The bond will come up but have no devices to use since you have "ONBOOT=no" on both of your physical NIC's.
Those configs are a timebomb waiting to go off, usually at the most inconvenient time.
What is the purpose of double bonded NICs? Isn't it true that Splunk wouldn't need that much throughput anyway? Seems like just a configuration hassle that doesn't add any real performance benefit. Of course based on the original post it was a management decision, not a technical decision. So why? Well buying extra NICs is a lot cheaper than upgrading the CPU or buying additional RAM, that's why. Am I wrong?
Thanks for your assistance with this issue. I selected the other answer as it is specific for RHEL.
Also, a requirement is to NOT use LACP (802.3ad). RHEL has an option to use bonding mode "balance-alb" which balances egress traffic based on slave load, and ingress traffic based on ARP negotiation. This would be the optimal mode for bonding in our environment.
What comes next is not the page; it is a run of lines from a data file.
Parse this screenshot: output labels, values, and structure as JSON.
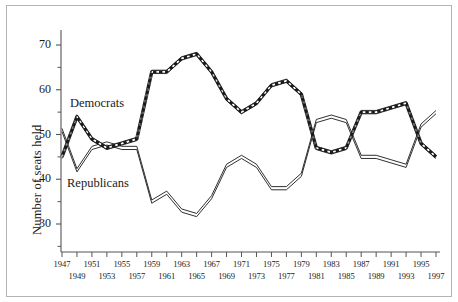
{
  "figure": {
    "ylabel": "Number of seats held",
    "series_labels": {
      "democrats": "Democrats",
      "republicans": "Republicans"
    },
    "colors": {
      "line": "#1a1a1a",
      "axis": "#555555",
      "frame": "#b4b4b4",
      "background": "#ffffff"
    }
  },
  "chart_data": {
    "type": "line",
    "title": "",
    "subtitle": "",
    "xlabel": "",
    "ylabel": "Number of seats held",
    "x": [
      1947,
      1949,
      1951,
      1953,
      1955,
      1957,
      1959,
      1961,
      1963,
      1965,
      1967,
      1969,
      1971,
      1973,
      1975,
      1977,
      1979,
      1981,
      1983,
      1985,
      1987,
      1989,
      1991,
      1993,
      1995,
      1997
    ],
    "xtick_labels_top": [
      "1947",
      "1951",
      "1955",
      "1959",
      "1963",
      "1967",
      "1971",
      "1975",
      "1979",
      "1983",
      "1987",
      "1991",
      "1995"
    ],
    "xtick_labels_bottom": [
      "1949",
      "1953",
      "1957",
      "1961",
      "1965",
      "1969",
      "1973",
      "1977",
      "1981",
      "1985",
      "1989",
      "1993",
      "1997"
    ],
    "ytick_labels": [
      "70",
      "60",
      "50",
      "40",
      "30"
    ],
    "yticks": [
      30,
      40,
      50,
      60,
      70
    ],
    "yminor_step": 5,
    "ylim": [
      26,
      73
    ],
    "xlim": [
      1946,
      1998
    ],
    "grid": false,
    "legend": "inline-annotations",
    "series": [
      {
        "name": "Democrats",
        "style": "hatched",
        "values": [
          45,
          54,
          49,
          47,
          48,
          49,
          64,
          64,
          67,
          68,
          64,
          58,
          55,
          57,
          61,
          62,
          59,
          47,
          46,
          47,
          55,
          55,
          56,
          57,
          48,
          45
        ]
      },
      {
        "name": "Republicans",
        "style": "double-outline",
        "values": [
          51,
          42,
          47,
          48,
          47,
          47,
          35,
          37,
          33,
          32,
          36,
          43,
          45,
          43,
          38,
          38,
          41,
          53,
          54,
          53,
          45,
          45,
          44,
          43,
          52,
          55
        ]
      }
    ]
  }
}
Awesome. Thanks for the information. I have the instructions on how to implement it on RHEL, which are very similar to what you have described above. Since it is at the OS level, it should be transparent to Splunk. But I wanted to just get a feeler thread out to see if there were any odd issues.
I appreciate the feedback.
Early morning bump. Find it hard to believe that no one is running a bonded NIC setup with RHEL and Splunk. Thanks.
May I revive this post? It looks like the question about how to implement RHEL NIC bonding with Splunk has been answered, but I would like to ask the question of why should someone who is trying to maximize performance, bond their private internal network interfaces, essentially using 2 x 10Gb interfaces instead of a single 10Gb interface? Do you think people could see a performance improvement in the real-world with NIC bonding? If so, about how much?